Matan Rubinstein – Music on Teaching at Marlboro

During my first visit to campus, I was immediately struck by the refreshingly direct and honest communication between members of the Marlboro community, and the enthusiasm and intellectual activism exhibited by the students I met. There was a great atmosphere of curiosity coupled with a certain casual air about interactions I related to very naturally. I have found most of my work days at Marlboro joyous and productive, and I like my students very much.

ON ACADEMICS AT MARLBORO

My students run the gamut from the focused to the freewheeling, but are generally intelligent and likable. Marlboro’s strength is the infinite freedom for self-motivated students to explore, and the great flexibility and streamlining of procedures for setting up courses and tutorials so students can benefit from a “customized” course of study.

ON TEACHING MUSIC

Teaching music is the best way I know of to prove the infinite ways in which people conceive of and hear music. Every time I teach a piece of music, someone brings a distinctly different way of hearing it. I usually get most satisfaction teaching the two edges of the discipline: the highly specialized interests which often inform my own work as a musician, and the very basic notions informing the making and thinking of music, regardless of idiom. Teaching forces me to delve deeply into other musicians’ work in a way I might be reluctant to do otherwise. In my attempt to explain an aspect of some musical work, I often find I get a fresh insight into mine.

ON HIS OWN MUSICAL DEVELOPMENT

As I was growing up, the contemporary music scene was bubbling with eclecticism, and I soaked it all up. I find it liberating to have grown up in a music-cultural environment where there really was no real rift between highbrow and lowbrow, composition and improvisation, acoustic and electronic music. Now, though, I am interested in making sense of the connections between all these disparate elements rather than basking in the sheer differences between them. As I grow older, I feel increasingly compelled to find a “unified musical field” of sorts.

ON RECENT COMPOSITIONS

I was commissioned to make two electronic music pieces by choreographer Peggy Choy, to be used in a dance. The subject of the pieces is the haenyeo, or diving women of Jeju Island, near South Korea. The haenyeo dive for mollusks without SCUBA gear, and can spend a few minutes under water, swimming with this incredibly spare, economical grace. Peggy got me started, specifying the use of audio materials taken from various documentary recordings: a woman talking about her life as a diving woman, a rowing song sung by the women when they head out to the sea in their boats, and more. She performed her choreography to the first piece in Los Angeles this fall, and is scheduled to dance to both pieces in Berlin in November 2011.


▶ **EXERCISE DETAILS**
Every line below that has "have" in it should be copied.
>>
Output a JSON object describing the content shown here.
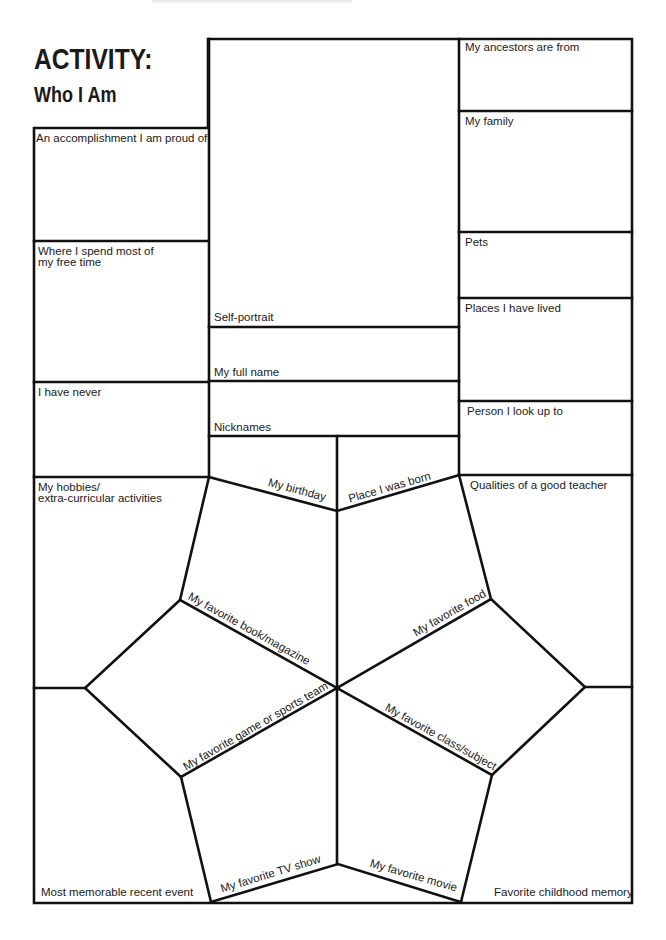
{
  "header": {
    "title": "ACTIVITY:",
    "subtitle": "Who I Am"
  },
  "left_column": [
    {
      "label": "An accomplishment I am proud of"
    },
    {
      "label_line1": "Where I spend most of",
      "label_line2": "my free time"
    },
    {
      "label": "I have never"
    },
    {
      "label_line1": "My hobbies/",
      "label_line2": "extra-curricular activities"
    },
    {
      "label": "Most memorable recent event"
    }
  ],
  "center_column": {
    "self_portrait": "Self-portrait",
    "full_name": "My full name",
    "nicknames": "Nicknames",
    "birthday": "My birthday",
    "place_born": "Place I was born",
    "book": "My favorite book/magazine",
    "food": "My favorite food",
    "game": "My favorite game or sports team",
    "class": "My favorite class/subject",
    "tv": "My  favorite TV show",
    "movie": "My favorite movie"
  },
  "right_column": [
    {
      "label": "My ancestors are from"
    },
    {
      "label": "My family"
    },
    {
      "label": "Pets"
    },
    {
      "label": "Places I have lived"
    },
    {
      "label": "Person I look up to"
    },
    {
      "label": "Qualities of a good teacher"
    },
    {
      "label": "Favorite childhood memory"
    }
  ],
  "colors": {
    "line": "#111111",
    "background": "#ffffff",
    "text": "#1a1a1a"
  }
}
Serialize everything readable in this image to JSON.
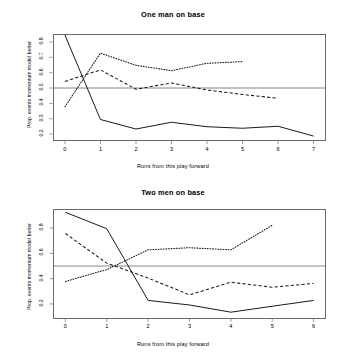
{
  "figure": {
    "background": "#ffffff",
    "line_color": "#1a1a1a",
    "axis_color": "#6b6b6b",
    "ref_line_color": "#555555"
  },
  "charts": [
    {
      "id": "one-man-on-base",
      "title": "One man on base",
      "xlabel": "Runs from this play forward",
      "ylabel": "Prop. events momentum model better",
      "xticks": [
        "0",
        "1",
        "2",
        "3",
        "4",
        "5",
        "6",
        "7"
      ],
      "yticks": [
        "0.2",
        "0.3",
        "0.4",
        "0.5",
        "0.6",
        "0.7",
        "0.8"
      ],
      "xlim": [
        -0.35,
        7.35
      ],
      "ylim": [
        0.155,
        0.855
      ],
      "reference_line_y": 0.5
    },
    {
      "id": "two-men-on-base",
      "title": "Two men on base",
      "xlabel": "Runs from this play forward",
      "ylabel": "Prop. events momentum model better",
      "xticks": [
        "0",
        "1",
        "2",
        "3",
        "4",
        "5",
        "6"
      ],
      "yticks": [
        "0.2",
        "0.4",
        "0.6",
        "0.8"
      ],
      "xlim": [
        -0.3,
        6.3
      ],
      "ylim": [
        0.085,
        0.955
      ],
      "reference_line_y": 0.5
    }
  ],
  "chart_data": [
    {
      "type": "line",
      "title": "One man on base",
      "xlabel": "Runs from this play forward",
      "ylabel": "Prop. events momentum model better",
      "xlim": [
        -0.35,
        7.35
      ],
      "ylim": [
        0.155,
        0.855
      ],
      "grid": false,
      "legend": "none",
      "xticks": [
        0,
        1,
        2,
        3,
        4,
        5,
        6,
        7
      ],
      "yticks": [
        0.2,
        0.3,
        0.4,
        0.5,
        0.6,
        0.7,
        0.8
      ],
      "annotations": [
        {
          "type": "hline",
          "y": 0.5,
          "style": "solid-thin"
        }
      ],
      "series": [
        {
          "name": "solid",
          "style": "solid",
          "x": [
            0,
            1,
            2,
            3,
            4,
            5,
            6,
            7
          ],
          "values": [
            0.845,
            0.295,
            0.233,
            0.277,
            0.248,
            0.238,
            0.251,
            0.187
          ]
        },
        {
          "name": "dashed",
          "style": "dashed",
          "x": [
            0,
            1,
            2,
            3,
            4,
            5,
            6
          ],
          "values": [
            0.543,
            0.618,
            0.492,
            0.533,
            0.487,
            0.458,
            0.433
          ]
        },
        {
          "name": "dotted",
          "style": "dotted",
          "x": [
            0,
            1,
            2,
            3,
            4,
            5
          ],
          "values": [
            0.378,
            0.727,
            0.648,
            0.613,
            0.661,
            0.672
          ]
        }
      ]
    },
    {
      "type": "line",
      "title": "Two men on base",
      "xlabel": "Runs from this play forward",
      "ylabel": "Prop. events momentum model better",
      "xlim": [
        -0.3,
        6.3
      ],
      "ylim": [
        0.085,
        0.955
      ],
      "grid": false,
      "legend": "none",
      "xticks": [
        0,
        1,
        2,
        3,
        4,
        5,
        6
      ],
      "yticks": [
        0.2,
        0.4,
        0.6,
        0.8
      ],
      "annotations": [
        {
          "type": "hline",
          "y": 0.5,
          "style": "solid-thin"
        }
      ],
      "series": [
        {
          "name": "solid",
          "style": "solid",
          "x": [
            0,
            1,
            2,
            3,
            4,
            5,
            6
          ],
          "values": [
            0.925,
            0.795,
            0.228,
            0.192,
            0.135,
            0.182,
            0.228
          ]
        },
        {
          "name": "dashed",
          "style": "dashed",
          "x": [
            0,
            1,
            2,
            3,
            4,
            5,
            6
          ],
          "values": [
            0.757,
            0.523,
            0.405,
            0.272,
            0.372,
            0.332,
            0.363
          ]
        },
        {
          "name": "dotted",
          "style": "dotted",
          "x": [
            0,
            1,
            2,
            3,
            4,
            5
          ],
          "values": [
            0.378,
            0.472,
            0.628,
            0.645,
            0.628,
            0.822
          ]
        }
      ]
    }
  ]
}
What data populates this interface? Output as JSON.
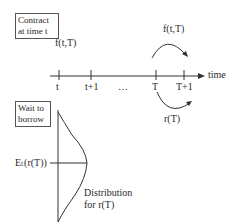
{
  "boxes": {
    "contract": [
      "Contract",
      "at time t"
    ],
    "wait": [
      "Wait to",
      "borrow"
    ]
  },
  "labels": {
    "forward_left": "f(t,T)",
    "forward_arc": "f(t,T)",
    "rate_arc": "r(T)",
    "axis_label": "time",
    "expectation": "Eₜ(r(T))",
    "dist_line1": "Distribution",
    "dist_line2": "for r(T)"
  },
  "ticks": [
    "t",
    "t+1",
    "…",
    "T",
    "T+1"
  ]
}
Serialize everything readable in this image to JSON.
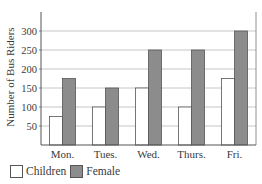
{
  "chart_data": {
    "type": "bar",
    "title": "",
    "xlabel": "",
    "ylabel": "Number of Bus Riders",
    "categories": [
      "Mon.",
      "Tues.",
      "Wed.",
      "Thurs.",
      "Fri."
    ],
    "series": [
      {
        "name": "Children",
        "values": [
          75,
          100,
          150,
          100,
          175
        ],
        "color": "#ffffff"
      },
      {
        "name": "Female",
        "values": [
          175,
          150,
          250,
          250,
          300
        ],
        "color": "#8c8c8c"
      }
    ],
    "yticks": [
      50,
      100,
      150,
      200,
      250,
      300
    ],
    "ylim": [
      0,
      350
    ],
    "grid": true,
    "legend_position": "bottom-left"
  },
  "legend": {
    "children_label": "Children",
    "female_label": "Female"
  }
}
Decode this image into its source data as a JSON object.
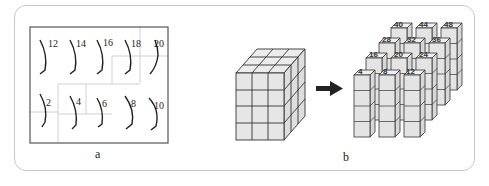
{
  "figure": {
    "panels": [
      {
        "id": "a",
        "label": "a",
        "description": "Grid of 10 curved strokes with even-number labels, faint lighter region grid lines",
        "rows": [
          {
            "labels": [
              "12",
              "14",
              "16",
              "18",
              "20"
            ]
          },
          {
            "labels": [
              "2",
              "4",
              "6",
              "8",
              "10"
            ]
          }
        ]
      },
      {
        "id": "b",
        "label": "b",
        "description": "3x3x4 cube decomposed into 12 columns of 4 stacked cubes",
        "source_cube": {
          "width": 3,
          "depth": 3,
          "height": 4
        },
        "arrow": "right-arrow",
        "tower_rows": [
          {
            "labels": [
              "40",
              "44",
              "48"
            ]
          },
          {
            "labels": [
              "28",
              "32",
              "36"
            ]
          },
          {
            "labels": [
              "16",
              "20",
              "24"
            ]
          },
          {
            "labels": [
              "4",
              "8",
              "12"
            ]
          }
        ]
      }
    ],
    "colors": {
      "frame": "#c8c8c8",
      "cube_face": "#e8e8e8",
      "cube_side": "#dcdcdc",
      "cube_top": "#efefef",
      "edge": "#333333",
      "stroke": "#222222",
      "grid_faint": "#d0d0d0"
    }
  }
}
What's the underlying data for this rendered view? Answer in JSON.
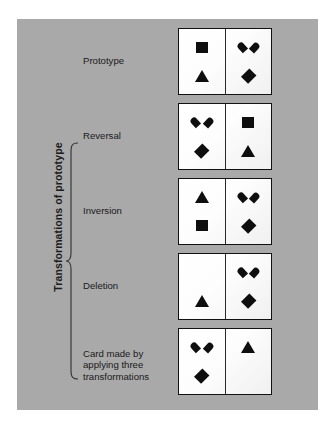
{
  "figure": {
    "background_color": "#ffffff",
    "panel_color": "#a9a9a9",
    "shape_color": "#0e0e0e",
    "card_face_color": "#fbfbfb",
    "axis_label": "Transformations of prototype"
  },
  "rows": [
    {
      "label": "Prototype",
      "label_lines": [
        "Prototype"
      ],
      "in_brace": false,
      "card": {
        "left": {
          "top": "square",
          "bottom": "triangle"
        },
        "right": {
          "top": "heart",
          "bottom": "diamond"
        }
      }
    },
    {
      "label": "Reversal",
      "label_lines": [
        "Reversal"
      ],
      "in_brace": true,
      "card": {
        "left": {
          "top": "heart",
          "bottom": "diamond"
        },
        "right": {
          "top": "square",
          "bottom": "triangle"
        }
      }
    },
    {
      "label": "Inversion",
      "label_lines": [
        "Inversion"
      ],
      "in_brace": true,
      "card": {
        "left": {
          "top": "triangle",
          "bottom": "square"
        },
        "right": {
          "top": "heart",
          "bottom": "diamond"
        }
      }
    },
    {
      "label": "Deletion",
      "label_lines": [
        "Deletion"
      ],
      "in_brace": true,
      "card": {
        "left": {
          "top": "none",
          "bottom": "triangle"
        },
        "right": {
          "top": "heart",
          "bottom": "diamond"
        }
      }
    },
    {
      "label": "Card made by applying three transformations",
      "label_lines": [
        "Card made by",
        "applying three",
        "transformations"
      ],
      "in_brace": true,
      "card": {
        "left": {
          "top": "heart",
          "bottom": "diamond"
        },
        "right": {
          "top": "triangle",
          "bottom": "none"
        }
      }
    }
  ]
}
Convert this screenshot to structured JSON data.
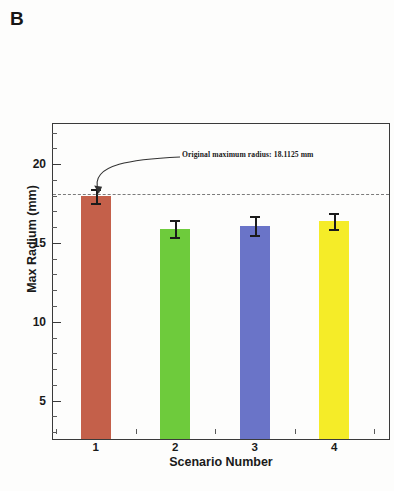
{
  "panel": {
    "label": "B"
  },
  "chart_data": {
    "type": "bar",
    "title": "",
    "subtitle": "",
    "xlabel": "Scenario Number",
    "ylabel": "Max Radium (mm)",
    "categories": [
      "1",
      "2",
      "3",
      "4"
    ],
    "values": [
      18.0,
      15.9,
      16.1,
      16.4
    ],
    "errors": [
      0.45,
      0.55,
      0.6,
      0.5
    ],
    "colors": [
      "#c4604a",
      "#6ecb3c",
      "#6a74c8",
      "#f5ec28"
    ],
    "ylim": [
      2.5,
      22.6
    ],
    "xlim": [
      0.45,
      4.7
    ],
    "ytick_labels": [
      "5",
      "10",
      "15",
      "20"
    ],
    "ytick_values": [
      5,
      10,
      15,
      20
    ],
    "ytick_minor_values": [
      3,
      4,
      6,
      7,
      8,
      9,
      11,
      12,
      13,
      14,
      16,
      17,
      18,
      19,
      21,
      22
    ],
    "xtick_labels": [
      "1",
      "2",
      "3",
      "4"
    ],
    "xtick_values": [
      1,
      2,
      3,
      4
    ],
    "xtick_minor_values": [
      0.5,
      1.5,
      2.5,
      3.5,
      4.5
    ],
    "grid": false,
    "legend": false,
    "reference_line": {
      "value": 18.1125,
      "style": "dashed",
      "color": "#7b7b7b",
      "annotation": "Original maximum radius: 18.1125 mm"
    },
    "annotations": [
      {
        "text": "Original maximum radius: 18.1125 mm",
        "points_to_x": 1.0,
        "points_to_y": 18.1125
      }
    ]
  }
}
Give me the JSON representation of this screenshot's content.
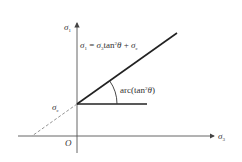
{
  "diagram": {
    "type": "mohr-coulomb-strength-line",
    "axes": {
      "x_label": "σ",
      "x_sub": "3",
      "y_label": "σ",
      "y_sub": "1",
      "origin_label": "O"
    },
    "intercept": {
      "label": "σ",
      "sub": "c"
    },
    "equation": {
      "lhs": "σ",
      "lhs_sub": "1",
      "eq": " = ",
      "term1": "σ",
      "term1_sub": "3",
      "tan": "tan",
      "sup": "2",
      "theta": "θ",
      "plus": " + ",
      "term2": "σ",
      "term2_sub": "c"
    },
    "angle_label": {
      "prefix": "arc(tan",
      "sup": "2",
      "theta": "θ",
      "suffix": ")"
    },
    "colors": {
      "axis": "#555555",
      "line": "#222222",
      "dashed": "#888888",
      "text": "#333333"
    }
  }
}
<<
▶ **RESULT**
      "label": "I have never"
      "label": "Places I have lived"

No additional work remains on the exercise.